Lockwood lectured twice; the escaped nun gave a private address to the ladies in regard to the convent life. In the midst of her speech she was rudely interrupted by a Catholic priest, who, thrusting in his head through a window, called the lady speaker a liar. On one of the evenings the ladies improvised a concert. Most of the gentlemen turned the upper deck-cabin into a regular pool-room, in which the speed of the vessel was made the fluctuating stock. Gambling has certainly taken hold of the nation. Into none of these places did I go; but, stretched in my steamer-chair, read all the day, or studied the ways and phases of the ocean. I was especially interested in the storm-petrel -- a little bird with the size and movement of the swallow, that followed us across the ocean. I asked a sailor where they rested when they got tired, and he replied, "On the waves."

"But may not a fish take them under if they do that?" I asked.

"Oh!" replied the sailor, "they takes their chances."

Next morning I saw them resting on the waves. As their little forms were lifted up and down by the great rolling swell of the Atlantic, I thought what a grand cradle these birds have; and another thought, sweeter and better, was: He that feedeth the sparrow on the land, cares for, feeds, and protects these little birds far out upon the boundless sea. What a sermon those petrels preached to me that day! On Sabbath morning I attended my first religious service at sea. An Episcopal clergyman officiated. The hymn, "Lead, Kindly Light," sung very delightfully by a large improvised choir, went with word and strain directly to the heart. A sunset in mid-ocean is hung up as a picture of unfading beauty in my mind. The broad crimson disc was slowly sinking in the travel, when suddenly a line of golden fire ran along the edge of a long purple cloud that just seeped above the horizon.

"Beyond the sunset’s radiant glow, there is a brighter world, I know." In spite of the changing colors of the sea, of occasional sails, and a few schools of porpoises, the days were long and the trip tedious. So when, on the morning of the tenth day, we sighted Fassnett Rock, the heart fairly leaped with joy. Fassnett Rock is fifty yards in diameter, conical in shape, and surmounted by a lighthouse. It was on this rock that the City of Rome struck a few weeks ago. Nevertheless, that same rock was to me like a lump of sugar broken off from the bed of Continental European sweetness, and placed there at the south end of Ireland to sweeten the waters there, and give a saccharine dash to the thoughts and emotions of land-sick men and women. From this point we ran up the eastern coast of Ireland toward Liverpool, at a distance of three to six miles from the shore. Most agreeably was I disappointed in regard to the appearance of Erin. The island held me with an ever-changing, but never-failing charm. For miles I beheld such a scene as this old, rocky shores, with precipitous or sloping hills coming down to the water’s edge; a long line of white surf foaming along the shore and leaping up high in other places, as if to scale the rocks; flocks of white-winged seas gulls wheeling about with restless cries; yonder a ruined monastery, and farther still, and perched on a high cliff, the ruin of an old castle. Further up the coast the hills, covered with green, came with gentler and more beautiful slopes to the sea-margin.

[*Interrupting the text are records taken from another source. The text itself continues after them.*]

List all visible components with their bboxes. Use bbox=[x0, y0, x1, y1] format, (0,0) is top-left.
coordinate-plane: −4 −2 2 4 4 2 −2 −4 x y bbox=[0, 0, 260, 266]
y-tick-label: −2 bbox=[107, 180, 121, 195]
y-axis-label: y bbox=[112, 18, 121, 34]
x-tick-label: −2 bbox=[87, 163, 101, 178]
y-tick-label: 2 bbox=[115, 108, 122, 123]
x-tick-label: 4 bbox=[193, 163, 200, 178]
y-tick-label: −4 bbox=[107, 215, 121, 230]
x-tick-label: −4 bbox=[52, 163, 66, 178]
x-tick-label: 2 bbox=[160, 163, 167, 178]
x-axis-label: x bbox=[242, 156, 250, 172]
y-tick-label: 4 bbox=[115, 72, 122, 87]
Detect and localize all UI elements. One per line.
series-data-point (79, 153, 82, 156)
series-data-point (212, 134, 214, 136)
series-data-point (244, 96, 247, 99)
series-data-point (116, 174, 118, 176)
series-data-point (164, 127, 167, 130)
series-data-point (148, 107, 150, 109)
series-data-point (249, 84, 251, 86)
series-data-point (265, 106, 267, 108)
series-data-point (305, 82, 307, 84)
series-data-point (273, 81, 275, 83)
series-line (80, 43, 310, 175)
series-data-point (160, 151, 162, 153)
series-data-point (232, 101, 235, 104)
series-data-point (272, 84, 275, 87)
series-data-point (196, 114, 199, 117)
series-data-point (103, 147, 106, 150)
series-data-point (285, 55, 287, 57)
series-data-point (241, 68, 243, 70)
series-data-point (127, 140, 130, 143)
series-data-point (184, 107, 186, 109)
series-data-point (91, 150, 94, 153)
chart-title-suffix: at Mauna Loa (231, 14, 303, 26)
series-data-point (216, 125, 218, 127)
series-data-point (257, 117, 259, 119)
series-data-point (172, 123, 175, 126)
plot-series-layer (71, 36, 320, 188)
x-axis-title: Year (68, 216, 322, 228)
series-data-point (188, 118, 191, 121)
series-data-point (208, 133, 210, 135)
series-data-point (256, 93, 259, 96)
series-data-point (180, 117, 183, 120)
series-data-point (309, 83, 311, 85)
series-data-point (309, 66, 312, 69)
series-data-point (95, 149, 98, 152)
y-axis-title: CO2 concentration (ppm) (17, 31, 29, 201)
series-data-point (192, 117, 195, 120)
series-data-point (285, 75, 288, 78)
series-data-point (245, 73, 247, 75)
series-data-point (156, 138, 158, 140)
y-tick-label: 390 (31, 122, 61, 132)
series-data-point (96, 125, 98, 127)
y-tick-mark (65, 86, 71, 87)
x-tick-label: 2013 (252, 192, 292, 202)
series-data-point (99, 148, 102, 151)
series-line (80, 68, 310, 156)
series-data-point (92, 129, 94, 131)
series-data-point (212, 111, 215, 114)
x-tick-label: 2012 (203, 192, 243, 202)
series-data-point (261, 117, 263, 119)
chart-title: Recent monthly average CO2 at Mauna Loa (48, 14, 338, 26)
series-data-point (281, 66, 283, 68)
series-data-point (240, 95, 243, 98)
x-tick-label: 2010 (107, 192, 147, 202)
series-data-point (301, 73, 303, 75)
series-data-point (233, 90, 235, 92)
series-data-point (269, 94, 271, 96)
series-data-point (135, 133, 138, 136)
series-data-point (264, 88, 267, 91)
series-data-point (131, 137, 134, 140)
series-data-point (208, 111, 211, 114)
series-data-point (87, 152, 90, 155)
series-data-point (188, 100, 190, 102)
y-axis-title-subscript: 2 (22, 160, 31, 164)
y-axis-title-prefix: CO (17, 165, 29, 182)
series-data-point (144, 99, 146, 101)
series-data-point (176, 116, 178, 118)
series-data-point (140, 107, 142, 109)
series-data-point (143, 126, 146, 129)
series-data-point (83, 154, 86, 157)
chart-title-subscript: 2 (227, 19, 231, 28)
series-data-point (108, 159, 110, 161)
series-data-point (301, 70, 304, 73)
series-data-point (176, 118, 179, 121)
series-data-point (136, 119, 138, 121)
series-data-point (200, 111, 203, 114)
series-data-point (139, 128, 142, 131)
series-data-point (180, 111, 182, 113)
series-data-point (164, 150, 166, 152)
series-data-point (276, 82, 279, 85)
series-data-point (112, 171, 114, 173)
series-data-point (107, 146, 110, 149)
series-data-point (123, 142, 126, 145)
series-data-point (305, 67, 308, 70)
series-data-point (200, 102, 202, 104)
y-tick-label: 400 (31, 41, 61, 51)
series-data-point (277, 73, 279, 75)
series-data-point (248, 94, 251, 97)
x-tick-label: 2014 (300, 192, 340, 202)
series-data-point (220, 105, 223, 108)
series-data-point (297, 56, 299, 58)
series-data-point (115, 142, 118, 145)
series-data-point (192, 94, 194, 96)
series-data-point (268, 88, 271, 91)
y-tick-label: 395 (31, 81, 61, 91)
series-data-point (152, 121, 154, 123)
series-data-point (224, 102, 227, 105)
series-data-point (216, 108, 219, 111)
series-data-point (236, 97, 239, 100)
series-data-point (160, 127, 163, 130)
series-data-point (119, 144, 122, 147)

I could see through a glass that every square yard of their surface was under cultivation. A number of the hill-sides, from a variety of crops, and through the division of the fields into regular squares, had the appearance of a great natural checker-board. But whether at foot of cliff, or base of hilly field, the white surf beat all along the strand. One line in the "Exile of Erin" well describes it; "In dreams I revisit thy sun-beaten shore."

Many thoughts arose as I gazed upon this down trodden country; and, by and by, among the thoughts came welling up the recollection of three Irish songs; beautiful and pathetic are they all.

Two especially lingered with me -- the "Exile of Erin" and "The Irish Emigrant’s Lament." On Sabbath morning, at nine o’ clock, our ship, after eleven days on the trip, made fast at the docks in Liverpool; and in a little while after my foot pressed the shore of the Old World.